None of this has undermined Trump with his party.
The testimony has produced few cracks in the Republican wall of support. No Republican voted Thursday to formalize the inquiry. Yet there is more to come.
Act 4
The coming week could bring the testimony of Bolton, who as national security adviser was at odds with the president inside the White House and on his way out. Trump said he fired him; Bolton said he offered to quit.
But it’s not clear that will happen. Bolton’s lawyer signalled his client wouldn’t appear without a subpoena.
Meanwhile, Bolton’s former deputy, Charles Kupperman, is waiting for a judge to resolve whether he can be forced to testify because Kupperman was a close adviser to Trump.

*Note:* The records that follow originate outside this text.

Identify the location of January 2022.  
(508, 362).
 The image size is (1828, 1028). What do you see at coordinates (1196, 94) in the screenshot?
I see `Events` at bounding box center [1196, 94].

Public hearings may start in mid-November, possibly followed by the drafting of articles of impeachment and a House vote on them by the end of year. The Senate’s impeachment trial, if there is one, could be pushed into 2020.
Previous impeachment drives sprang from diverse causes.
For Andrew Johnson in 1868, it was from his racial animus and resistance to black civil rights after the Civil War. For Nixon, it flowed from misdeeds rooted in his obsession with re-election and his coverup of them. For Clinton, it was about his lies over women.
For Trump, it’s about making a deal.